David Miliband was among the many speakers at Hay
UK - CPL supplied their new Roe 3.4mm LED screens and all associated processing and vision control for two major stages at the 2018 Hay Festival of Literature & Arts, the annual 10-day literature event staged in Hay-on-Wye, Powys, Wales.
It was the first time the west-Midlands based visual and technical production specialist had worked on the event, for which they were approached directly by the event organisers and asked to be a video supplier after several recommendations. It was also the first time that the event had gone to LED for video display, having worked with projection festival-wide for several years.
There are eight major live stages - offering over 5000 seats - and CPL was the video supplier for the two largest areas, the 1716 capacity Tata Tent and the Oxfam Moot stage which accommodated 921 people. Both featured an eclectic line-up of events running every day from 8 in the morning to 9.30 each night.
The project was managed for CPL by George Oakey from the office / warehouse end, and on-site by Stuart Dowdell, a regular CPL freelancer and a seasoned Hay Festival video tech having worked on it for the last six years. This meant he was in an excellent position to know exactly what was needed, and was one of those recommending CPL’s products and services.
The Roe 3.4mm HD screen was specified and designed to enable everyone in the rooms to clearly and comfortably be able to see a range of PowerPoint and Keynote presentations, VT playbacks, live camera feeds, pre-show rolls plus sponsor loops and stings as well as information related to the specific event or debate taking place onstage.
Both stages had three screens, a central upstage surface flanked by two side LEDs. In the Tata Tent, the main screen measured 5m wide by 2.5m high, supported by two 2.5 x 1.5m wide side screens. The Oxfam stage featured a 3.5m wide central screen with two slightly smaller satellite screens.
The various video feeds (stage laptops, control laptops, visualizer feeds, OB cameras, etc.) were routed via one of CPL’s Blackmagic SDI matrixes.
The OB trucks - the BBC broadcasts many elements of the festival across multiple channels - could then create their own mix. Presentations on both Tata and Oxfam stages - as hubs of the festival action - were recorded by the BBC, some for immediate and some for later broadcast. The matrix fed a Roland switcher operated by an assistant stage manager in each case, who could control any video feed and route it to any screen.
Two CPL Brompton M2 Processors were used per venue, one handling the main screen and one for the two side screens, and these were also fed programme and aux feeds from the Roland via the matrix.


• _Exercise requirements_
Begin at the line below that contains "Run detection on house." and write out every line from there to the end of the entries, exactly.

• _Records excerpted from a collection_
● ● ●

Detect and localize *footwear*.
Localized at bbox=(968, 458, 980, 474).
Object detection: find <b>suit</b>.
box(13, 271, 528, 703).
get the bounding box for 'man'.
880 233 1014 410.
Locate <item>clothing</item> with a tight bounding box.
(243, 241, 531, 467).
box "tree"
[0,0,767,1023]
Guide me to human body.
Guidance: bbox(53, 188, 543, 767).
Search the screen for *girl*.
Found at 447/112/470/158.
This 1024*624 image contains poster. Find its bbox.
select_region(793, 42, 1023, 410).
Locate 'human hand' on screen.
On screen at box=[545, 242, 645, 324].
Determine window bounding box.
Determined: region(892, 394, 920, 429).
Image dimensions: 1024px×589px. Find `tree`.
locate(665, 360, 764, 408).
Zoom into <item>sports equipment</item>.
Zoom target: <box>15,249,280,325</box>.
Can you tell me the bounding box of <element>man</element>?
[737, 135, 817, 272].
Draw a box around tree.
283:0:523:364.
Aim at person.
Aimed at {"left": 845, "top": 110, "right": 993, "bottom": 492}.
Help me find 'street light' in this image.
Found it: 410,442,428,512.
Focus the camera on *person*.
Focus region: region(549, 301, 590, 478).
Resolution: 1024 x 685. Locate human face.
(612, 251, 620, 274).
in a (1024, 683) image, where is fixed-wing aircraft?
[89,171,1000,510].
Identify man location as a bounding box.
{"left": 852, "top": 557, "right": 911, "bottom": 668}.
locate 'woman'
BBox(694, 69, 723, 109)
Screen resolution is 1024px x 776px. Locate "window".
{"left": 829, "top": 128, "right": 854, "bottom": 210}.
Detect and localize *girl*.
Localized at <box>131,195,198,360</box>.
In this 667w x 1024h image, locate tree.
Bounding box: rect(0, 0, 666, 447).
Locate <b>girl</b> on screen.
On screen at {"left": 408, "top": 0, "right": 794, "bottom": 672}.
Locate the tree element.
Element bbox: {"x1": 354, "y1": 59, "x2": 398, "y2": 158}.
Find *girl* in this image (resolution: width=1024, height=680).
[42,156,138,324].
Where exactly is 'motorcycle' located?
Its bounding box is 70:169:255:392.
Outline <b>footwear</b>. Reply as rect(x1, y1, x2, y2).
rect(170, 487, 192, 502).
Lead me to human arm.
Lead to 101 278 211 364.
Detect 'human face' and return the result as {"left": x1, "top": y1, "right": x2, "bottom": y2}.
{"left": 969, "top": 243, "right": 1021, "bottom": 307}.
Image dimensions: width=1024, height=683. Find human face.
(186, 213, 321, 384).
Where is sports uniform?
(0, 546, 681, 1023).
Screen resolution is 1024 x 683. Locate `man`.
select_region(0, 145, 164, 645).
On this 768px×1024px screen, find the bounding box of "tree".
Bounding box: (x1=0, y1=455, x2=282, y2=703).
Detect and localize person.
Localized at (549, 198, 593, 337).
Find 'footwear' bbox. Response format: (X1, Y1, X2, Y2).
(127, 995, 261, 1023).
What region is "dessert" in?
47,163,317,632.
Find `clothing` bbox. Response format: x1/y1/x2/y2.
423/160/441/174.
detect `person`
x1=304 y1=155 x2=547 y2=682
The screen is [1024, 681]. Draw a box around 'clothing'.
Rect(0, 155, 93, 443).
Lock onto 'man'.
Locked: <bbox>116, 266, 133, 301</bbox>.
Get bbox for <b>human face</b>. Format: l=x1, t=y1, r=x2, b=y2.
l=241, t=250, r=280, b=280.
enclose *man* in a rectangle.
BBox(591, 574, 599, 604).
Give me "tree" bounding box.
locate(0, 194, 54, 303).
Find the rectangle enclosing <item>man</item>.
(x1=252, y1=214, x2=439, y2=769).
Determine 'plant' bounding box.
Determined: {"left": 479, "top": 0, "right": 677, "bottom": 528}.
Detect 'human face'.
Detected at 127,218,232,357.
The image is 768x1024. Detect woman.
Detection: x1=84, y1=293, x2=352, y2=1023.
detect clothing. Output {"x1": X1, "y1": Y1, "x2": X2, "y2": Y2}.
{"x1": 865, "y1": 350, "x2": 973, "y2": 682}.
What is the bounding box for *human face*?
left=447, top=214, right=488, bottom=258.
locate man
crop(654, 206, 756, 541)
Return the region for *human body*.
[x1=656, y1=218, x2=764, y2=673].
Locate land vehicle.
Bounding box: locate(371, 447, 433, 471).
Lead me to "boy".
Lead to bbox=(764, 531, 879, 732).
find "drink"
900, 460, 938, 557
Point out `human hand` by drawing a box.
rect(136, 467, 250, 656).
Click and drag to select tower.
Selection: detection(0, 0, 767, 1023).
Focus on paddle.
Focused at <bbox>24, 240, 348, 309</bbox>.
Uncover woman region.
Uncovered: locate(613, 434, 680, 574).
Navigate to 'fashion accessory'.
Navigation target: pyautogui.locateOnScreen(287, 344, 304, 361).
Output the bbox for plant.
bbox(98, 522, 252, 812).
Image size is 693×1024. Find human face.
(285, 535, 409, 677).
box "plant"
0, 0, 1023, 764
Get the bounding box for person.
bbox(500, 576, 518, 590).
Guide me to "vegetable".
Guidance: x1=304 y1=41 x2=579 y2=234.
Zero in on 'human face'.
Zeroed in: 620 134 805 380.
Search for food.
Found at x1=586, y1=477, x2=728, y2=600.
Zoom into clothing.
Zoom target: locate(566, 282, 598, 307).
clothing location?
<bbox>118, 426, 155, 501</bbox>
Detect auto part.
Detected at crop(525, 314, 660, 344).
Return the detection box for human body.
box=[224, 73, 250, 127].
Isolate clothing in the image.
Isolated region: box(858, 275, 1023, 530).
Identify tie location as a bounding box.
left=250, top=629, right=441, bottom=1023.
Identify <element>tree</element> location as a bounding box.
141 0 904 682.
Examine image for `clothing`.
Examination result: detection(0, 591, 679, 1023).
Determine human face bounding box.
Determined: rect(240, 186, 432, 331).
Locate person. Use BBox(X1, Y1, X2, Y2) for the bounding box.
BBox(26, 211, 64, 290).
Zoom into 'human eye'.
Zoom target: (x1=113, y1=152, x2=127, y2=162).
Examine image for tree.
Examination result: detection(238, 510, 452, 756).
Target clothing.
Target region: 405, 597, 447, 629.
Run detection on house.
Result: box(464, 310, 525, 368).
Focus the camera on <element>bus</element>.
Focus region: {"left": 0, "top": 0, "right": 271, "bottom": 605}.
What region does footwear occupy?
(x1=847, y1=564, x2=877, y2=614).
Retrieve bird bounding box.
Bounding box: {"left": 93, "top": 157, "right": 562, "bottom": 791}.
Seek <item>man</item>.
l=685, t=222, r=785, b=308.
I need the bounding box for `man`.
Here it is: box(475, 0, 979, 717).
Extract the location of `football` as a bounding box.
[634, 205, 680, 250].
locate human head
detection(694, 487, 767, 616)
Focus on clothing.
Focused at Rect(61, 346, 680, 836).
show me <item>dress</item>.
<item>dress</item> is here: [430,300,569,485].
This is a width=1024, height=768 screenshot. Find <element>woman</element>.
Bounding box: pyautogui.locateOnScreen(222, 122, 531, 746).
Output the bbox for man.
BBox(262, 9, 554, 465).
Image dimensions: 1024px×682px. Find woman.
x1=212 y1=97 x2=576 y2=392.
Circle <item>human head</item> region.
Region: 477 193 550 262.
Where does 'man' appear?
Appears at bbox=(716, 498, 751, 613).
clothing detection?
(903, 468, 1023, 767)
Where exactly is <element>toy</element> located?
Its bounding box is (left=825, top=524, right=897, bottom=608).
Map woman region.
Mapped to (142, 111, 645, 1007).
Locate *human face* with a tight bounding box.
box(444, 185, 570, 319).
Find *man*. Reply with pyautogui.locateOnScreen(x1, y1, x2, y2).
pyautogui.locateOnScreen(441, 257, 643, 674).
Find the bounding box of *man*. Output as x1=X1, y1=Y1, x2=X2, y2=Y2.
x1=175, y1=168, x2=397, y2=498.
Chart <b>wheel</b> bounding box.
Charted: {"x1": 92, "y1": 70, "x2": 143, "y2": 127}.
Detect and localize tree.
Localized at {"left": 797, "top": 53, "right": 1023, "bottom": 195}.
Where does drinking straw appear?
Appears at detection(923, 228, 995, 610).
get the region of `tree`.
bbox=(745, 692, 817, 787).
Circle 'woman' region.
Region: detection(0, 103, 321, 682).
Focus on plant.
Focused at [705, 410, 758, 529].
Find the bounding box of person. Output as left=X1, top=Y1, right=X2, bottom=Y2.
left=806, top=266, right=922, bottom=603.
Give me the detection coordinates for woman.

● ● ●

• _Result_
Run detection on house.
Result: box(464, 310, 525, 368).
Focus the camera on <element>bus</element>.
Focus region: {"left": 0, "top": 0, "right": 271, "bottom": 605}.
What region does footwear occupy?
(x1=847, y1=564, x2=877, y2=614).
Retrieve bird bounding box.
Bounding box: {"left": 93, "top": 157, "right": 562, "bottom": 791}.
Seek <item>man</item>.
l=685, t=222, r=785, b=308.
I need the bounding box for `man`.
Here it is: box(475, 0, 979, 717).
Extract the location of `football` as a bounding box.
[634, 205, 680, 250].
locate human head
detection(694, 487, 767, 616)
Focus on clothing.
Focused at Rect(61, 346, 680, 836).
show me <item>dress</item>.
<item>dress</item> is here: [430,300,569,485].
This is a width=1024, height=768 screenshot. Find <element>woman</element>.
Bounding box: pyautogui.locateOnScreen(222, 122, 531, 746).
Output the bbox for man.
BBox(262, 9, 554, 465).
Image dimensions: 1024px×682px. Find woman.
x1=212 y1=97 x2=576 y2=392.
Circle <item>human head</item> region.
Region: 477 193 550 262.
Where does 'man' appear?
Appears at bbox=(716, 498, 751, 613).
clothing detection?
(903, 468, 1023, 767)
Where exactly is <element>toy</element> located?
Its bounding box is (left=825, top=524, right=897, bottom=608).
Map woman region.
Mapped to (142, 111, 645, 1007).
Locate *human face* with a tight bounding box.
box(444, 185, 570, 319).
Find *man*. Reply with pyautogui.locateOnScreen(x1, y1, x2, y2).
pyautogui.locateOnScreen(441, 257, 643, 674).
Find the bounding box of *man*. Output as x1=X1, y1=Y1, x2=X2, y2=Y2.
x1=175, y1=168, x2=397, y2=498.
Chart <b>wheel</b> bounding box.
Charted: {"x1": 92, "y1": 70, "x2": 143, "y2": 127}.
Detect and localize tree.
Localized at {"left": 797, "top": 53, "right": 1023, "bottom": 195}.
Where does drinking straw appear?
Appears at detection(923, 228, 995, 610).
get the region of `tree`.
bbox=(745, 692, 817, 787).
Circle 'woman' region.
Region: detection(0, 103, 321, 682).
Focus on plant.
Focused at [705, 410, 758, 529].
Find the bounding box of person. Output as left=X1, top=Y1, right=X2, bottom=Y2.
left=806, top=266, right=922, bottom=603.
Give me the detection coordinates for woman.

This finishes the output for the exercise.